Woman in new TV ad claiming ACA saved life bought private plan year before O’care started (Video)

Woman in new TV ad claiming ACA saved life bought private plan year before O’care started (Video)

Knowing that his signature legislative “achievement” and his entire legacy hangs in the balance, Barack Obama expressed confidence yesterday that the Supreme Court will make the right decision when it rules this month on King v. Burwell. That ruling will determine whether Americans can receive Affordable Care Act tax subsidies in states that lack their own health care exchanges.

It’s hard to know if Obama is just whistling past the graveyard or is just assuming that Chief Justice John Roberts will once again save his bacon. Either way, the law remains enormously unpopular, with the segment of the public that approves of the law lagging behind those who don’t by a margin of 8 percentage points (41.5% for vs. 49.3% opposed).

In the meantime, one left-leaning advocacy group, the Community Catalyst Action Fund, is hedging its bets with a TV spot designed to convince Americans the law is good for them, whether they know it or not. The ad focuses on one Julie Adams of Nashville, Tenn., who testifies:

For 20 years, I was afraid — afraid of getting sick and having no health insurance. But when I got cancer, I finally had a health plan I could afford…. I’ll always remember how affordable health care saved my life.

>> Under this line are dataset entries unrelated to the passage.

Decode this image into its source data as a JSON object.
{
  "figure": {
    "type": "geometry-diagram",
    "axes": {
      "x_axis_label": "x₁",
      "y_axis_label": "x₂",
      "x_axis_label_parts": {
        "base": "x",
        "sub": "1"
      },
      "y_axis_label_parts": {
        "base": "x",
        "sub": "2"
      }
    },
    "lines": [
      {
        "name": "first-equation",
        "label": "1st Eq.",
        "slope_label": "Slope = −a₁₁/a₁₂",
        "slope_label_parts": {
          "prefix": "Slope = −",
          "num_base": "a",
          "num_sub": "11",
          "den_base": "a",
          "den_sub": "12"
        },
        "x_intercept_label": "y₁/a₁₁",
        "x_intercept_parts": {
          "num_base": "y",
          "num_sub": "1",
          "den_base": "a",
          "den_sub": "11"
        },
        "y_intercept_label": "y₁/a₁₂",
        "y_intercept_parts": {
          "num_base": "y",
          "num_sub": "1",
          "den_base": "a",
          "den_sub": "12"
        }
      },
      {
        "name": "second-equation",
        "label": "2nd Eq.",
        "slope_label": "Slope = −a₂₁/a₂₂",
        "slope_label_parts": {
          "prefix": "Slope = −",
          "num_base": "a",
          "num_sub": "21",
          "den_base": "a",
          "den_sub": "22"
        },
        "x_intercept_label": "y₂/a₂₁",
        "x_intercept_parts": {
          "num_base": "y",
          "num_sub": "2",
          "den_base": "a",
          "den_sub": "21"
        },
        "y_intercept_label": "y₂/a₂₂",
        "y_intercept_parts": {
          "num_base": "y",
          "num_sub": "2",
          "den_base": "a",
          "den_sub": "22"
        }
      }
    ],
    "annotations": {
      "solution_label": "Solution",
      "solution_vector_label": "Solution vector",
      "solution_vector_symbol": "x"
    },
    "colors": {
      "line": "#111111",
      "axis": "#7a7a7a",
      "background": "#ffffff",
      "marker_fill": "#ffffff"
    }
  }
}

You can watch the ad below:

It’s very effective so long as you take it at face value and don’t think to hard about it. If you do, you may end up with the same healthy cynicism of National Review’s Joel Gehrke, who exposes the ad for a sham. Noting that Adams published a Facebook post thanking Obama for providing her with insurance that enabled her to visit her doctor in time to save her life, Gehrke writes:

That message was published in March of 2013; the Affordable Care Act didn’t provide benefits until 2014.

Timing, as they say in show business, is everything. Gehrke goes on to quote Phil Kerpen of American Commitment, a conservative nonprofit, as saying:

The liberal political activist in the ad claiming she was uninsured until Obamacare saved her life actually bought a private plan a year before Obamacare started. And the same media ‘fact checkers’ who viciously attacked cancer patients who spoke out against Obamacare didn’t even bother to question it.

There’s more. Gehrke writesL

A spokesman for the group that produced the ad acknowledged that Adams had purchased private coverage. “The plan Julie purchased was too expensive for her to keep long-term (more than double what she pays now), and she really bought it as a patch knowing she would try to apply for affordable coverage through the ACA,” says Kathy Melley of Community Catalyst Action Fund.  “In January of 2014, Julie’s health coverage through the ACA kicked in and about six months later that year she was diagnosed with cancer.

Howard Portnoy

Howard Portnoy

Howard Portnoy has written for The Blaze, HotAir, NewsBusters, Weasel Zippers, Conservative Firing Line, RedCounty, and New York’s Daily News. He has one published novel, Hot Rain, (G. P. Putnam’s Sons), and has been a guest on Radio Vice Online with Jim Vicevich, The Alana Burke Show, Smart Life with Dr. Gina, and The George Espenlaub Show.